Wharfage : Sharjah Creek 2008-2009 / compiled Tarek Abou el Fetouh ; edited by Shaina Anand, Nida Ghouse and Ashok Sukumaran.
Material type: TextPublication details: 2009 Camp, Mumbai : Description: [16] col. plates : col. ill., col. maps ; 21 cmSubject(s): DDC classification:- 23 387.5 FET 000481
Item type | Current library | Call number | Status | Date due | Barcode |
---|---|---|---|---|---|
Book | Indian Institute for Human Settlements, Bangalore | 387.5 FET 000481 (Browse shelf(Opens below)) | Available | 000481 |
"Wharfage is part of the 'Past of the Coming Days' programme, curated by Tarek Abou el Fetouh." on T. verso page.
"Wharfage is a two-part project by CAMP for the 9th Sharjah Biennial"
This arrow of trade (in which Foucault's heterotopic ship is not an escape from but an entry into the space of conflict) became our subject. It offers an opportunity to think about how the "business of business" in this context may be better than the business of war, and how a "free port" created in Somalia by the lack of a customs regime, mirrored by Sharjahs' "cheap port", produces a "free trade" not governed by the WTO. With conflict up ahead and economic crisis at its tail (and pirates in the middle), this movement of goods and their sailors may trace old trade routes, but maps out something new: a contemporary landscape of new and used objects, labour, charcoal (the only bulk item on the return journey), Asian and African diasporas, and giant wooden ships being built in Salaya, Gujarat.
The project consists of two parallel pieces: Wharfage, a book containing two years of port records related to the Somali trade;
and Radio Meena, four evenings of radio transmissions from the port in Sharjah, which broadcast in a 5+ kilometre radius songs, commentary, phone and ship radio conversations with ships in Salaya, in Bossaso and enroute, accounts from Gujarati sailors, loaders from Dera Gazi Khan and NWFP in Pakistan, Sikh truckers, Iranian shopkeepers, Somali trading agents. All of whom spoke hindustani (hindi+urdu) as a common language of the port.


What the exercise asks.
Output the run of lines that opens with the first line of the material below and closes with the line containing "Image is 835x392 pixels.", both included, and drop the pictures.

The records.
────────────────────

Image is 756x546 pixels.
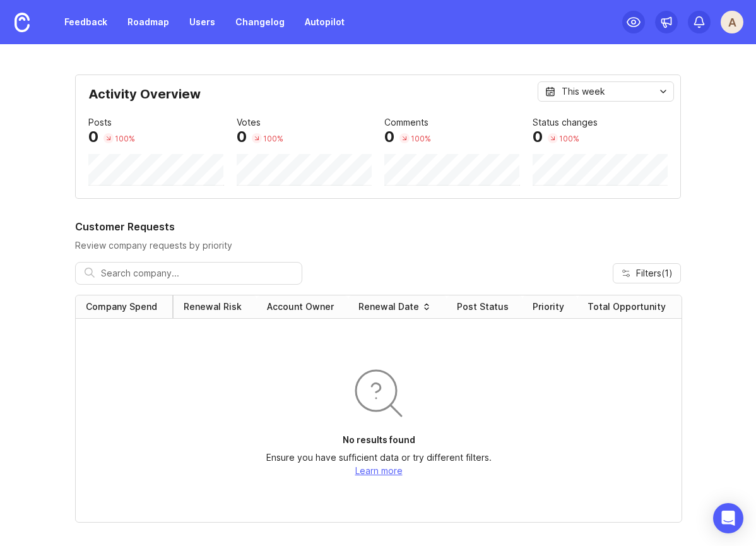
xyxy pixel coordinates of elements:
[88,116,112,129] div: Posts
[559,133,579,144] div: 100 %
[183,301,242,314] div: Renewal Risk
[237,116,260,129] div: Votes
[457,301,509,314] div: Post Status
[356,466,402,476] a: Learn more
[343,434,415,446] p: No results found
[88,129,98,145] div: 0
[120,11,177,33] a: Roadmap
[57,11,115,33] a: Feedback
[613,263,681,283] button: Filters(1)
[533,116,598,129] div: Status changes
[75,219,681,234] h2: Customer Requests
[654,86,674,96] svg: toggle icon
[721,11,743,33] button: A
[588,301,666,314] div: Total Opportunity
[267,452,492,464] p: Ensure you have sufficient data or try different filters.
[533,301,564,314] div: Priority
[358,301,419,314] div: Renewal Date
[267,301,334,314] div: Account Owner
[348,363,409,424] img: svg+xml;base64,PHN2ZyB3aWR0aD0iOTYiIGhlaWdodD0iOTYiIGZpbGw9Im5vbmUiIHhtbG5zPSJodHRwOi8vd3d3LnczLm...
[297,11,352,33] a: Autopilot
[115,133,135,144] div: 100 %
[263,133,283,144] div: 100 %
[562,84,605,98] div: This week
[384,129,394,145] div: 0
[713,503,743,534] div: Open Intercom Messenger
[662,268,673,279] span: ( 1 )
[533,129,543,145] div: 0
[88,88,668,111] div: Activity Overview
[101,267,293,281] input: Search company...
[636,267,673,280] span: Filters
[411,133,431,144] div: 100 %
[15,13,29,32] img: Canny Home
[237,129,247,145] div: 0
[228,11,292,33] a: Changelog
[181,11,223,33] a: Users
[86,301,157,314] div: Company Spend
[75,239,681,252] p: Review company requests by priority
[384,116,429,129] div: Comments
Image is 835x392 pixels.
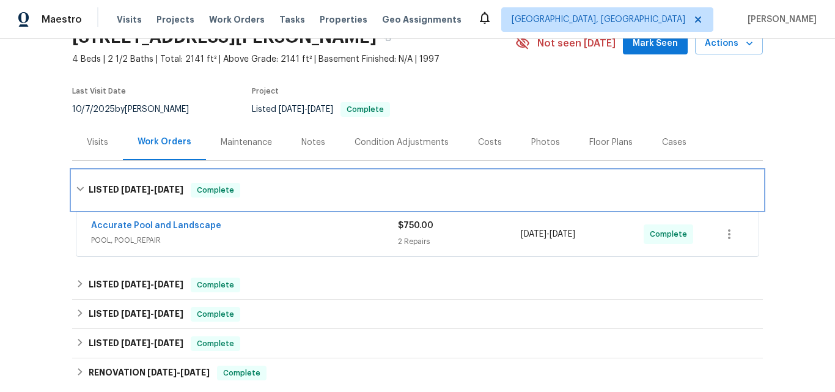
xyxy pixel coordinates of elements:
[72,102,204,117] div: by [PERSON_NAME]
[355,136,449,149] div: Condition Adjustments
[154,309,183,318] span: [DATE]
[121,339,183,347] span: -
[72,270,763,300] div: LISTED [DATE]-[DATE]Complete
[538,37,616,50] span: Not seen [DATE]
[308,105,333,114] span: [DATE]
[42,13,82,26] span: Maestro
[154,280,183,289] span: [DATE]
[154,185,183,194] span: [DATE]
[121,185,183,194] span: -
[147,368,210,377] span: -
[695,32,763,55] button: Actions
[121,185,150,194] span: [DATE]
[531,136,560,149] div: Photos
[320,13,368,26] span: Properties
[342,106,389,113] span: Complete
[192,308,239,320] span: Complete
[650,228,692,240] span: Complete
[121,339,150,347] span: [DATE]
[705,36,753,51] span: Actions
[218,367,265,379] span: Complete
[89,307,183,322] h6: LISTED
[623,32,688,55] button: Mark Seen
[121,309,183,318] span: -
[121,280,150,289] span: [DATE]
[192,279,239,291] span: Complete
[89,366,210,380] h6: RENOVATION
[279,105,305,114] span: [DATE]
[550,230,575,239] span: [DATE]
[72,53,516,65] span: 4 Beds | 2 1/2 Baths | Total: 2141 ft² | Above Grade: 2141 ft² | Basement Finished: N/A | 1997
[633,36,678,51] span: Mark Seen
[398,235,521,248] div: 2 Repairs
[252,87,279,95] span: Project
[662,136,687,149] div: Cases
[72,105,115,114] span: 10/7/2025
[72,31,377,43] h2: [STREET_ADDRESS][PERSON_NAME]
[192,184,239,196] span: Complete
[252,105,390,114] span: Listed
[72,87,126,95] span: Last Visit Date
[154,339,183,347] span: [DATE]
[72,300,763,329] div: LISTED [DATE]-[DATE]Complete
[743,13,817,26] span: [PERSON_NAME]
[72,329,763,358] div: LISTED [DATE]-[DATE]Complete
[89,183,183,198] h6: LISTED
[72,171,763,210] div: LISTED [DATE]-[DATE]Complete
[398,221,434,230] span: $750.00
[121,309,150,318] span: [DATE]
[87,136,108,149] div: Visits
[301,136,325,149] div: Notes
[521,230,547,239] span: [DATE]
[512,13,686,26] span: [GEOGRAPHIC_DATA], [GEOGRAPHIC_DATA]
[138,136,191,148] div: Work Orders
[382,13,462,26] span: Geo Assignments
[117,13,142,26] span: Visits
[180,368,210,377] span: [DATE]
[221,136,272,149] div: Maintenance
[521,228,575,240] span: -
[279,105,333,114] span: -
[91,221,221,230] a: Accurate Pool and Landscape
[590,136,633,149] div: Floor Plans
[147,368,177,377] span: [DATE]
[157,13,194,26] span: Projects
[209,13,265,26] span: Work Orders
[192,338,239,350] span: Complete
[89,336,183,351] h6: LISTED
[279,15,305,24] span: Tasks
[478,136,502,149] div: Costs
[121,280,183,289] span: -
[91,234,398,246] span: POOL, POOL_REPAIR
[89,278,183,292] h6: LISTED
[72,358,763,388] div: RENOVATION [DATE]-[DATE]Complete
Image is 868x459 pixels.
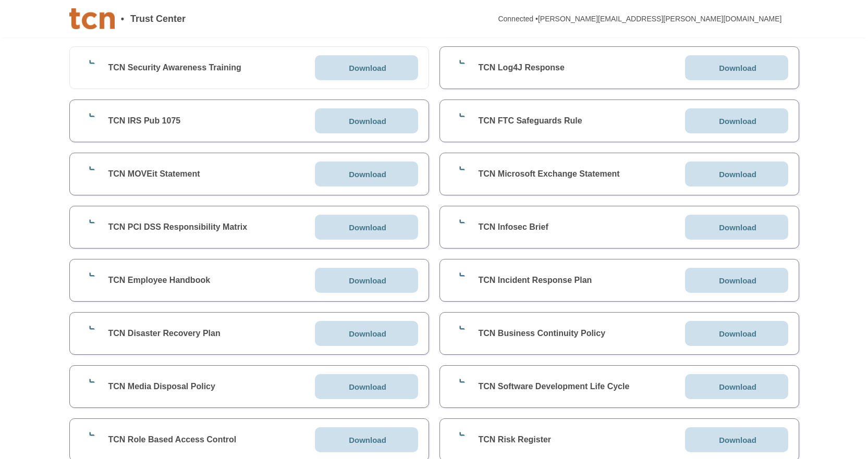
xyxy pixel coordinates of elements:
[479,328,606,339] div: TCN Business Continuity Policy
[349,170,386,178] p: Download
[719,383,757,391] p: Download
[498,15,782,22] div: Connected • [PERSON_NAME][EMAIL_ADDRESS][PERSON_NAME][DOMAIN_NAME]
[479,222,549,232] div: TCN Infosec Brief
[719,277,757,285] p: Download
[349,383,386,391] p: Download
[479,434,552,445] div: TCN Risk Register
[349,64,386,72] p: Download
[349,330,386,338] p: Download
[108,328,220,339] div: TCN Disaster Recovery Plan
[69,9,115,29] img: Company Banner
[108,116,181,126] div: TCN IRS Pub 1075
[479,63,565,73] div: TCN Log4J Response
[479,382,630,392] div: TCN Software Development Life Cycle
[349,277,386,285] p: Download
[479,275,592,285] div: TCN Incident Response Plan
[719,436,757,444] p: Download
[108,275,211,285] div: TCN Employee Handbook
[108,63,242,73] div: TCN Security Awareness Training
[108,169,200,179] div: TCN MOVEit Statement
[349,436,386,444] p: Download
[719,64,757,72] p: Download
[349,118,386,125] p: Download
[719,118,757,125] p: Download
[121,14,124,24] span: •
[349,224,386,231] p: Download
[108,222,247,232] div: TCN PCI DSS Responsibility Matrix
[108,382,215,392] div: TCN Media Disposal Policy
[479,169,620,179] div: TCN Microsoft Exchange Statement
[719,170,757,178] p: Download
[130,14,186,24] span: Trust Center
[479,116,583,126] div: TCN FTC Safeguards Rule
[719,330,757,338] p: Download
[719,224,757,231] p: Download
[108,434,237,445] div: TCN Role Based Access Control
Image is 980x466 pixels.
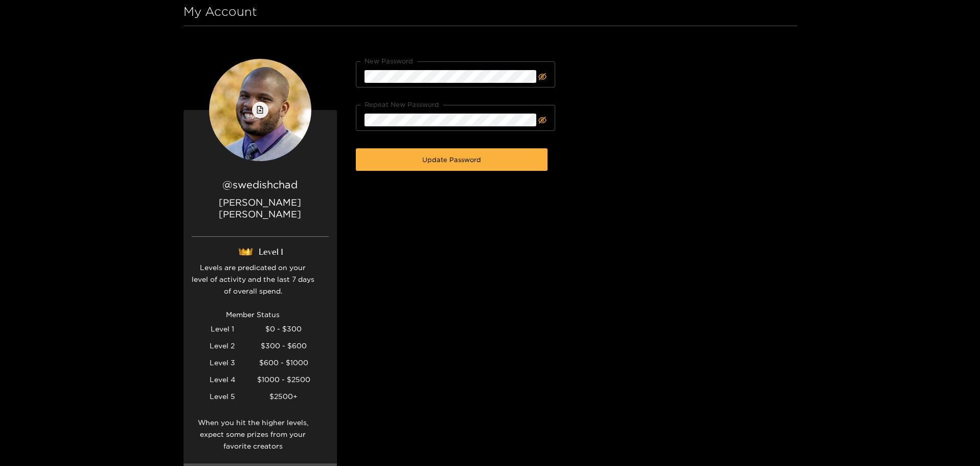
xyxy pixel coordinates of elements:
[256,106,264,115] span: file-image
[192,337,253,354] div: Level 2
[539,73,547,81] span: eye-invisible
[364,99,439,110] label: Repeat New Password
[253,354,314,371] div: $600 - $1000
[237,246,255,257] img: crown1.webp
[539,116,547,124] span: eye-invisible
[192,320,253,337] div: Level 1
[253,371,314,388] div: $1000 - $2500
[192,261,314,463] div: Levels are predicated on your level of activity and the last 7 days of overall spend. Member Stat...
[192,354,253,371] div: Level 3
[253,388,314,405] div: $2500+
[192,177,329,191] h2: @ swedishchad
[259,246,283,257] span: Level 1
[422,155,481,165] span: Update Password
[253,320,314,337] div: $0 - $300
[364,56,413,66] label: New Password
[252,101,269,118] button: file-image
[364,70,536,83] input: New Password
[192,388,253,405] div: Level 5
[192,371,253,388] div: Level 4
[192,196,329,237] p: [PERSON_NAME] [PERSON_NAME]
[364,113,536,127] input: Repeat New Password
[356,148,547,171] button: Update Password
[253,337,314,354] div: $300 - $600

────────────────────

Solution to this problem.
Image is 756x546 pixels.
xyxy pixel coordinates of elements:
[88,116,112,129] div: Posts
[559,133,579,144] div: 100 %
[183,301,242,314] div: Renewal Risk
[237,116,260,129] div: Votes
[457,301,509,314] div: Post Status
[356,466,402,476] a: Learn more
[343,434,415,446] p: No results found
[88,129,98,145] div: 0
[120,11,177,33] a: Roadmap
[57,11,115,33] a: Feedback
[613,263,681,283] button: Filters(1)
[533,116,598,129] div: Status changes
[75,219,681,234] h2: Customer Requests
[654,86,674,96] svg: toggle icon
[721,11,743,33] button: A
[588,301,666,314] div: Total Opportunity
[267,452,492,464] p: Ensure you have sufficient data or try different filters.
[533,301,564,314] div: Priority
[358,301,419,314] div: Renewal Date
[267,301,334,314] div: Account Owner
[348,363,409,424] img: svg+xml;base64,PHN2ZyB3aWR0aD0iOTYiIGhlaWdodD0iOTYiIGZpbGw9Im5vbmUiIHhtbG5zPSJodHRwOi8vd3d3LnczLm...
[297,11,352,33] a: Autopilot
[115,133,135,144] div: 100 %
[263,133,283,144] div: 100 %
[562,84,605,98] div: This week
[384,129,394,145] div: 0
[713,503,743,534] div: Open Intercom Messenger
[662,268,673,279] span: ( 1 )
[533,129,543,145] div: 0
[88,88,668,111] div: Activity Overview
[101,267,293,281] input: Search company...
[636,267,673,280] span: Filters
[411,133,431,144] div: 100 %
[15,13,29,32] img: Canny Home
[237,129,247,145] div: 0
[228,11,292,33] a: Changelog
[181,11,223,33] a: Users
[86,301,157,314] div: Company Spend
[75,239,681,252] p: Review company requests by priority
[384,116,429,129] div: Comments
Image is 835x392 pixels.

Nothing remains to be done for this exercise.